On lines 16, 17 and 18, the function PolyMult is called with arguments of a1,b1,c1,n1,N then a2,b2,c2,n2,N and finally a3,B,C,n2,N respectively. I have initialised the arrays a1,b1,c1 before line 16, then I pass those into PolyMult itself (recursion starts here!) and return an answer and store it in some temporary array, say for example I implement line 16 as follows:
int z[] = PolyMult(a1,b1,c1,n1,N);
Now my question is: when will the polynomial stored in array z[] be used again in the program, I see no indication that it will be used again from the pseudo-code, but if array z[] is not used again in the program, what is the point of line 16 and recursion all together? How should I implement lines 16-18?

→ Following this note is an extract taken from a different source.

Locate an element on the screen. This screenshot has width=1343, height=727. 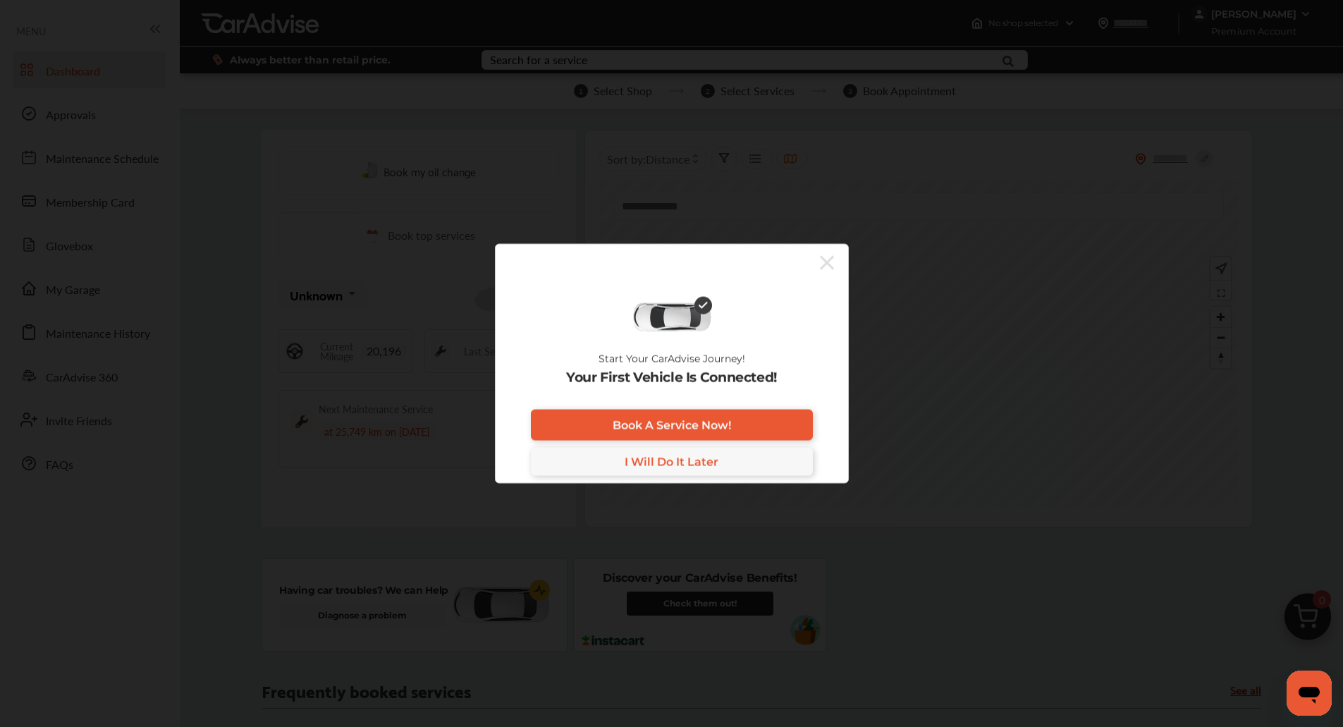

So to repeat, when and how will the polynomial stored in array z be used again in the program? And how should I go about implementing lines 16-18?
For more insight a full description of the pseudo-code can be found on page 3 of this article: http://www.ntru.com/cryptolab/pdf/NTRUTech010.pdf.

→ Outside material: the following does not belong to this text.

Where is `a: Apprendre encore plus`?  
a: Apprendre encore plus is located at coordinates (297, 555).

In the pseudo-code, the result is "returned" by storing it into the a[] array, which is given as parameter. PolyMult(a1, b1, c1, n1, N) stores its result in a1[].
That multiplication technique is simply the Karatsuba multiplication, applied on polynomials (which makes it even easier, because there is no carry in polynomials). See this Wikipedia article for pointers.
Personally, I think that it is easier to understand from the math alone, rather than by following pseudo-code.
I work for NTRU, so I'm pleased to see this interest.
I'm not sure what parameter set you're using, but for a lot of NTRU parameter sets we find that the overhead involved in implementing Karatsuba isn't worth it. Say you're multiplying A and B. For NTRUEncrypt convolution operations, one of the polynomials involved is always binary or trinary. Say that's A. Then each coefficient in the result is a sum of a subset of
the coefficients of B. If you store A as the array of indices of coefficients that are non-zero, rather than storing it as an array of 1s and 0s, and if A is not too dense, then it's quicker to work through the array of indices than to do Karatsuba. The code is smaller and simpler too.
May I ask what university you're studying at?